Runaway wagons force rail regulator’s hand after New Berrima derailment

Berrima Road residents got an unscheduled Saturday morning wake-up call on 4 July, when several wagons from a Southern Shorthaul Railroad (SSR) train rolled away and toppled at a level crossing near the Boral cement works.

No one was hurt, but the road was closed in both directions while crews cleared the mess, and by Monday the Office of the National Rail Safety Regulator (ONRSR) had suspended SSR’s accreditation altogether.

ONRSR didn’t mince words, citing an immediate and serious risk to public safety under the Rail Safety National Law. The regulator noted the New Berrima incident is the latest in a series of safety incidents involving SSR and confirmed it’s continuing to work with the company on next steps, while other operators who share track with SSR have been given the heads up.

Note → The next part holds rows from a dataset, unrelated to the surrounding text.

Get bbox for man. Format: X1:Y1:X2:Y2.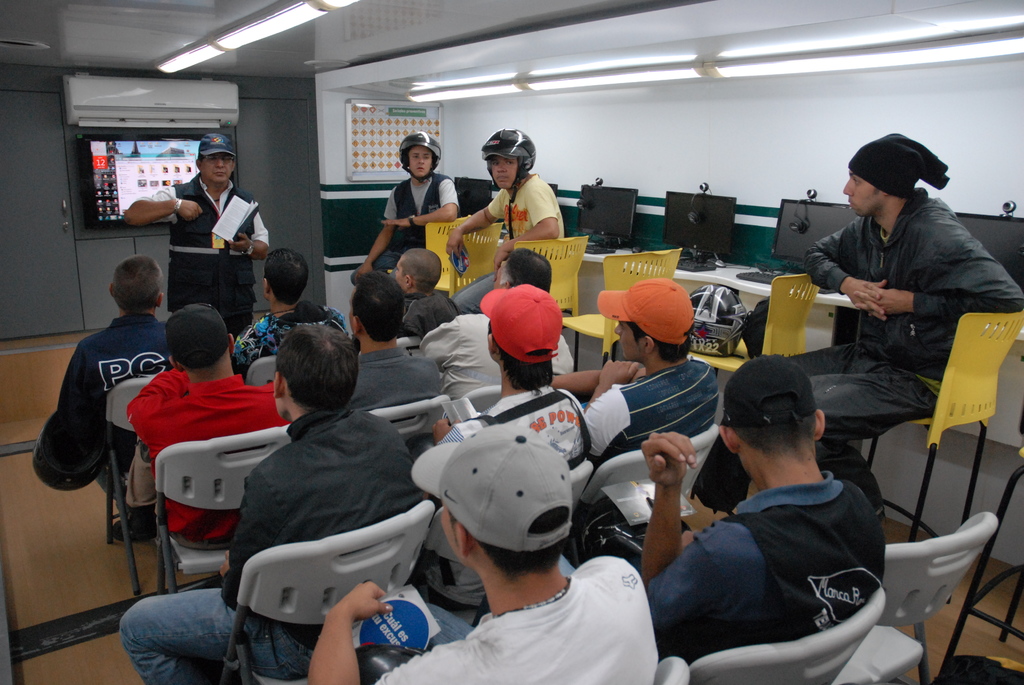
230:245:349:382.
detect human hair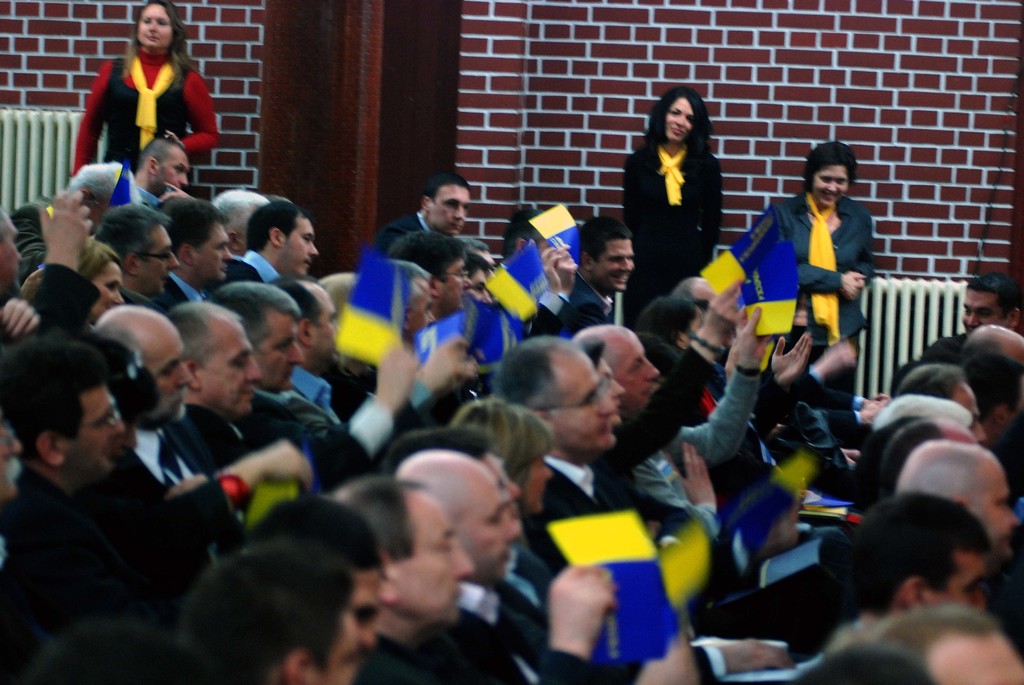
bbox(641, 84, 721, 173)
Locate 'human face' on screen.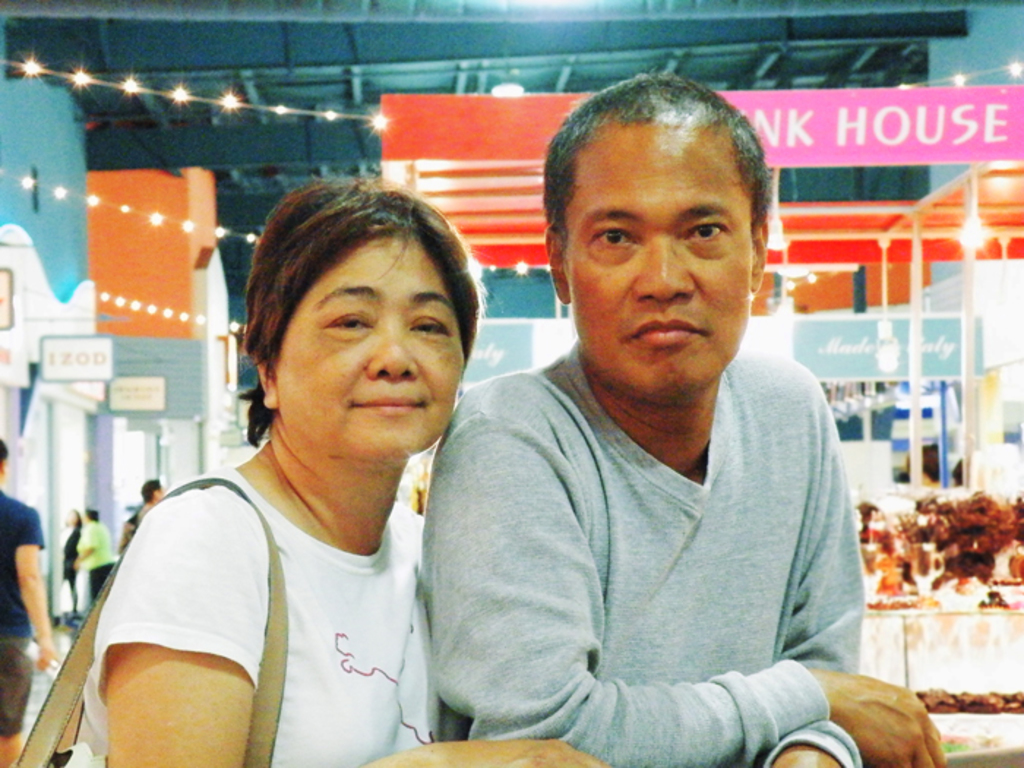
On screen at crop(275, 222, 467, 470).
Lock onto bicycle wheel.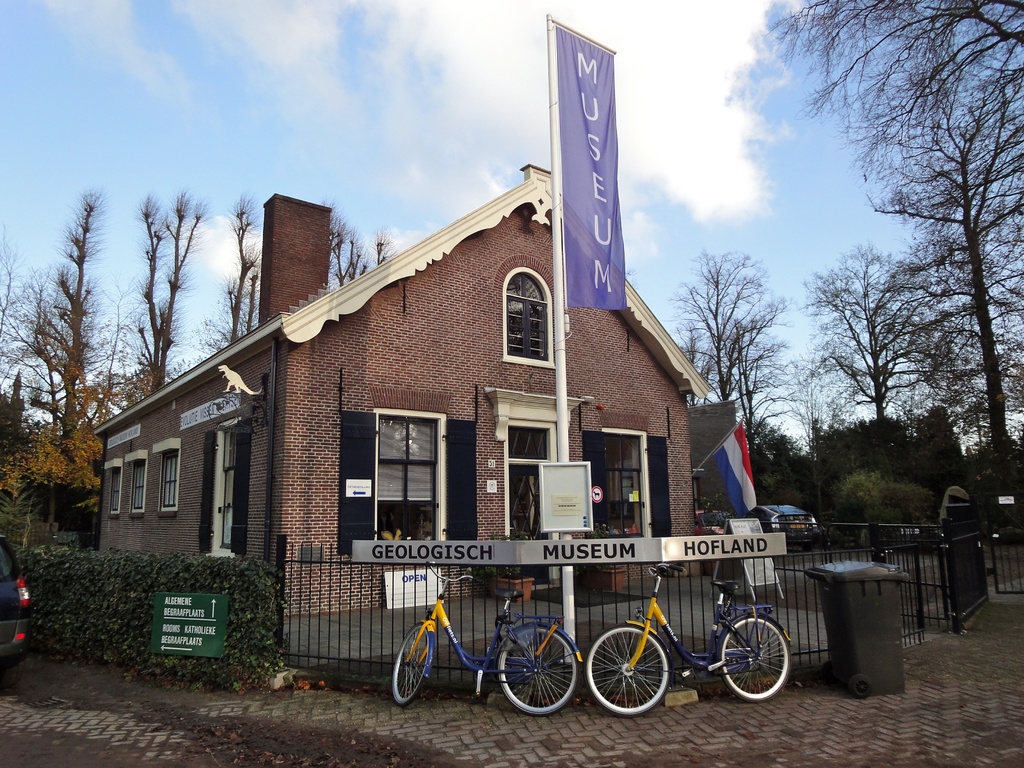
Locked: 716,614,789,701.
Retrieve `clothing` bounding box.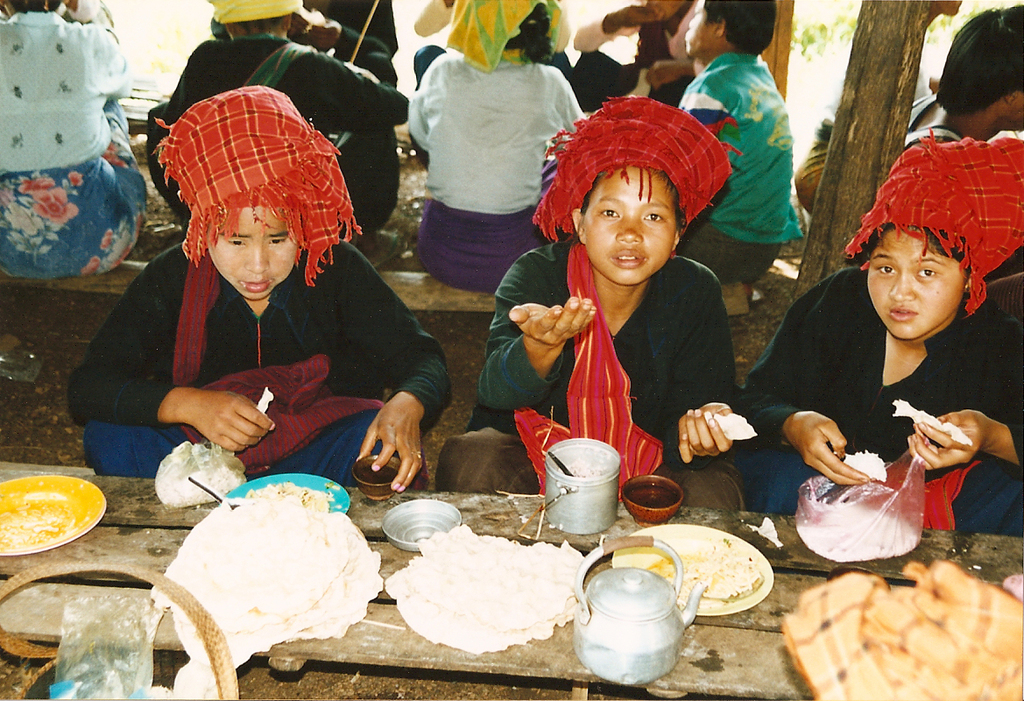
Bounding box: x1=477, y1=226, x2=741, y2=400.
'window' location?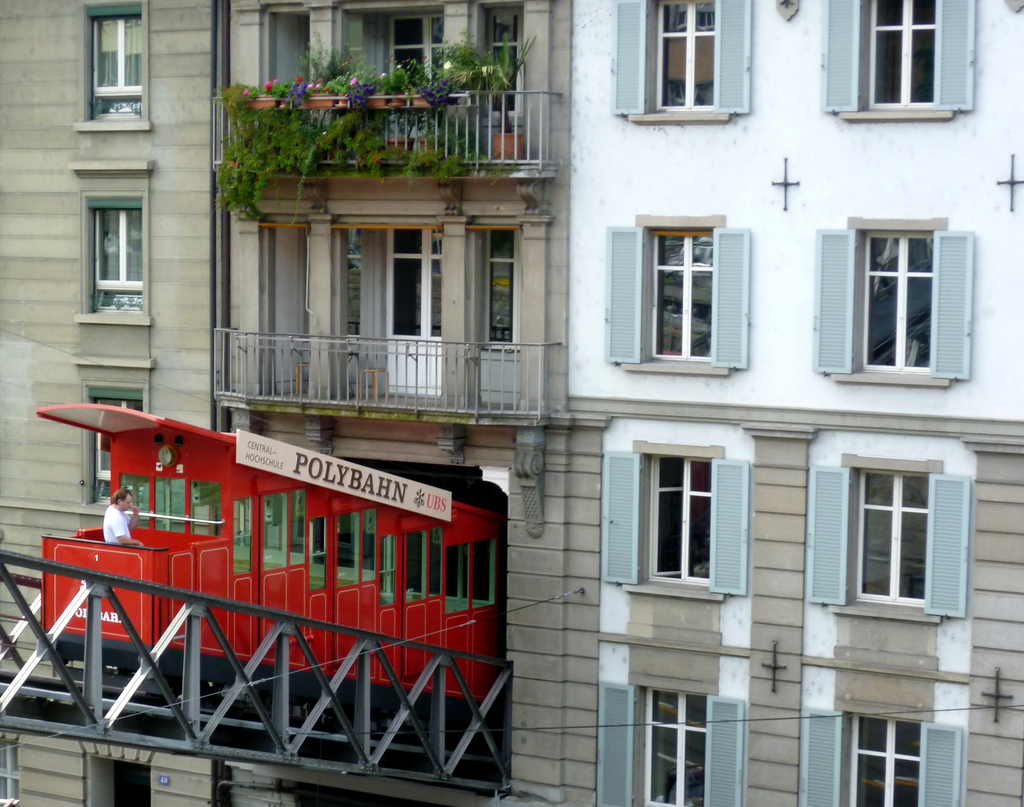
(left=611, top=0, right=748, bottom=114)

This isn’t a one-off. The Australian Transport Safety Bureau is already investigating two earlier SSR runaways this year, both further up the line: at Clyde in March, where an uncoupled locomotive and five cement wagons collided with a Pacific National locomotive, and down the line: at Marulan South in May, where two locomotives rolled away with the crew outside the cab before someone jumped aboard mid-roll to bring them to a stand.

Boral, whose cement works the New Berrima line services, confirmed the train was carrying its cement and was run by “our rail services partner with their equipment.” Given that plant reportedly supplies around 60 per cent of the cement used across NSW, a shut-down freight line is more than a local inconvenience.

Three runaway incidents in four months raises an obvious question: was anyone at SSR asking why wagons kept rolling away before the regulator had to ask it for them?

For a town that’s watched cement trucks rumble past for a century, the wagons finally did the rolling themselves.